If you tell us why you're trying to do it, we can offer lots of alternatives. Deciding how to handle arbitrarily large data is a major part of programming.
Edited to add:
Rather than guess, I looked into MSDN:
Prior to adjacent strings being
concatenated, a string cannot be
longer than 16380 single-byte
characters.
A Unicode string of about one half
this length would also generate this
error.
The page concludes:
You may want to store exceptionally
large string literals (32K or more) in
a custom resource or an external file.
What do other compilers say?
Further edited to add:
I created a file like this:
char s[] = {'x','x','x','x'};
I kept doubling the occurrences of 'x', testing each one as an #include file.
An 8388608 byte string succeeded; 16777216 bytes failed, with the "out of heap space" error.
I suspect you are running into a design limit on the size of a character string.
Most people really think that a million characters is long enough :-}
To avoid such design limits, I'd try not to put the whole thing into a single literal string. On the suspicion that #define macro bodies likewise have similar limits, I't try not to put the entire thing in a single #define, either.
Most C compilers will accept pretty big lists of individual characters as initializers. If you write
char c[]={ c1, c2, ... c20598617 };
with the c_i being your individual characters, you may succeed. I've seen GCC2 applications where there were 2 million elements like this (apparantly they were loading some type of ROM image). You might even be able to group the c_i into blocks of K characters for K=100, 1000, 10000 as suits your tastes, and that might actually help the compiler.
You might also consider running your string through a compression algorithm,
putting the compressed result into your C++ file by any of the above methods,
and decompressing after the program was loaded.
I suspect you can get a decompression algorithm into a few thousand bytes.
Store the string to a file and just open and read it...
Its much cleaner/organized that way [i'm assuming that right now you have a file named blargh.h which contains that one #Define...]

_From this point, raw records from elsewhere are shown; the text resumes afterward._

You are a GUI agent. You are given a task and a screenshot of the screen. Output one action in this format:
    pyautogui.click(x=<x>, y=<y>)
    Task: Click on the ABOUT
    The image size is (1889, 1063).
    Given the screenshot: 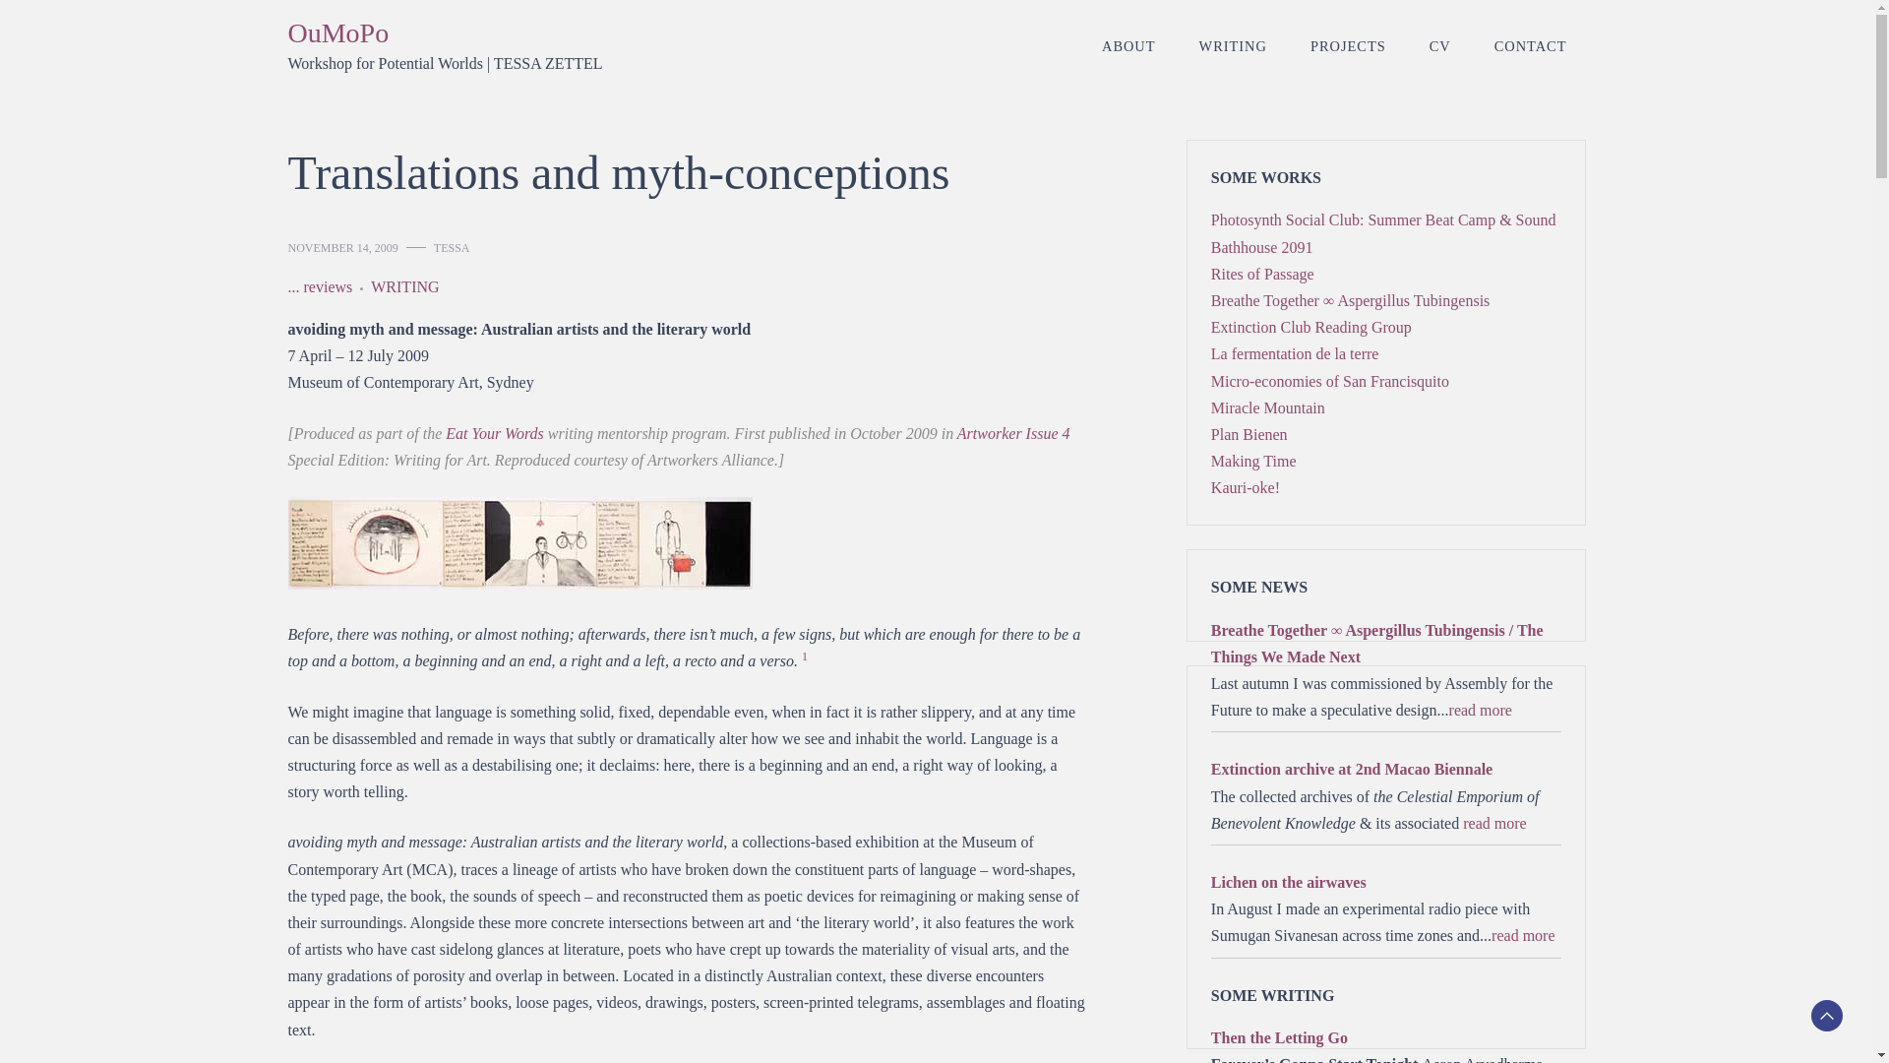 What is the action you would take?
    pyautogui.click(x=1129, y=45)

Um, store the string in a separate resource of some sort and load it in? Seriously, in embedded land, you would have this as a separate resource and not hold it in RAM. On windows, I believe you can use .dlls or other external resources to handle this for you. Compilers aren't designed to hold this size of resources for you and they will fail.
Increase the compiler heap space.
If your string comes from a large text or binary file, you may have luck with either the xxd -i command (to get everything in an array, per Ira Baxter's answer) or a variant of the bin2obj command (to get everything into a .o file you can link into the program).
Note that the string may not be null terminated in this case.
See answers to the earlier question, "How can I get the contents of a file at build time into my C++ string?"
(Also, as an aside: note the existence of the .xbm format.)
This is a very old question, but since there's no definitive answer yet: C++11's raw string literals seem to do the job.
This compiles nicely on GCC 4.8:
#include <string>
std::string data = R"(
... <1.4 MB of base85-encoded string> ...
)";
As said in other posts in this thread, this is definitely not the preferred way of handling large amounts of data.